Tech wasn’t always a man’s world.
In the 1940s and ’50s, coding was viewed as women’s work. Back then, “computer girl” was the stereotype.
It was considered a mere clerical duty.
But secretly, on the engineering and development end, computing pioneers such as Grace Hopper, Mary Jackson and Margaret Hamilton were taking the tech world by storm.
Even in the ’60s, as programming underwent an image change to one decidedly more masculine, women remained undeterred. Their numbers in the computing workforce grew so much that, by the mid-1980s, women made up 38 percent of the computing workforce. In the face of rampant discrimination and sexism, women still made their mark on computing history.
The decline
By the early ’90s, the golden era for women in technology ended.
While equal opportunity and anti-discrimination policies became widespread in the 1980s, negative cultural influences — including the portrayal of programmers in movies as exclusively male — coincided with the female decline.
Young women got the message: Girls don’t code. Only boys do.

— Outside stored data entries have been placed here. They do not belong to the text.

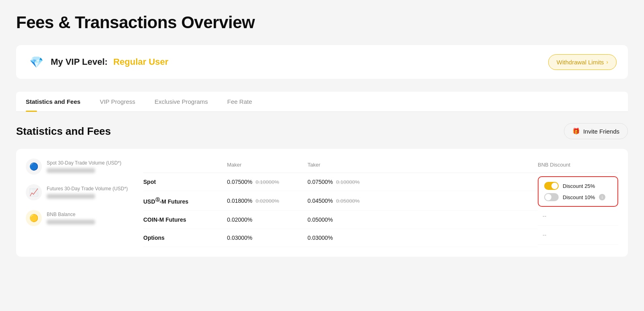 This screenshot has width=644, height=311. What do you see at coordinates (579, 197) in the screenshot?
I see `usdsm-discount-label: Discount 10%` at bounding box center [579, 197]. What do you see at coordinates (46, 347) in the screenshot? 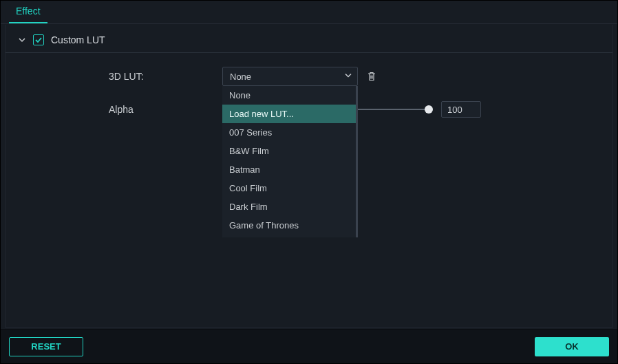
I see `reset-button: RESET` at bounding box center [46, 347].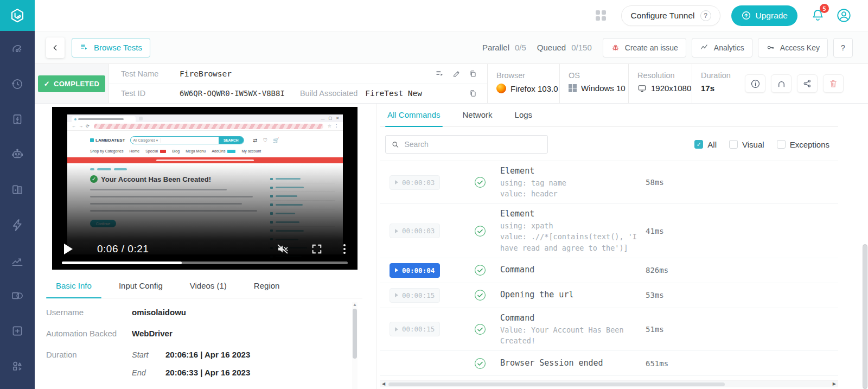  Describe the element at coordinates (267, 286) in the screenshot. I see `tab-region: Region` at that location.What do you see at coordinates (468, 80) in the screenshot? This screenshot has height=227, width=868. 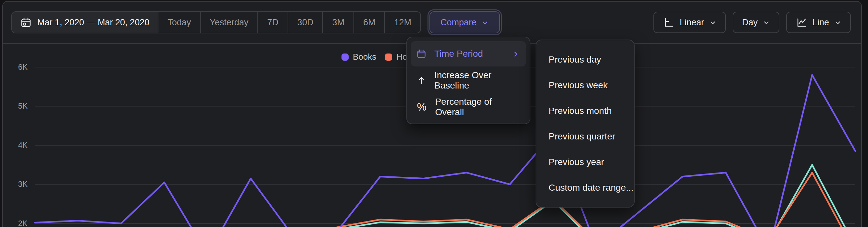 I see `compare-menu: Time Period Increase Over Baseline % Per…` at bounding box center [468, 80].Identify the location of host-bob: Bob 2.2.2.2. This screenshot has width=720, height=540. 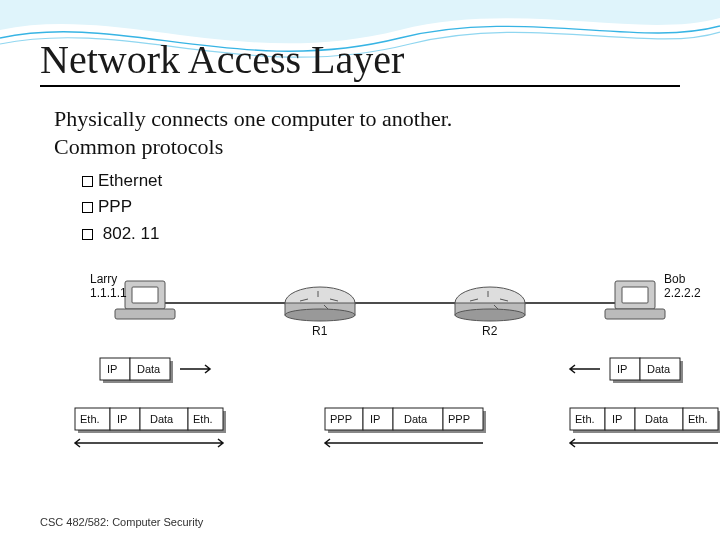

It’s gotten so bad that experts predict the computing workforce will be only 20 percent women by 2025 — a forecast made worse by how fewer women now major in computer science.
Negative environments for tech
At the same time, women in tech are leaving their jobs in droves because of hostile work environments. Silicon Valley is paying the price in lawsuits, but women are paying in even more devastating ways.
Statistics show that while women are the great consumers of tech, they are less and less the creators of it.
The decline is puzzling. And as researchers scramble to figure out why, computing is poised to generate some of the most lucrative jobs in the industry. Women can ill afford to miss out on the bonanza.
How do we reverse course?
In the last couple of years, researchers polled young girls who were heavily into computing about what motivated them to pursue it. Their findings were extraordinarily simple — early exposure to computer science and strong support from parents, teachers, and friends made all the difference.
That’s it.
Today, in spite of the declining numbers, companies like Google, Facebook, YouTube, Yahoo, Apple and Microsoft boast female CEOs or women at the highest levels of leadership. Women have proven themselves capable of success, without question.
From the beginning, women have influenced the growth and development of computer technology. Women have always been good at it. It’s time young girls knew it.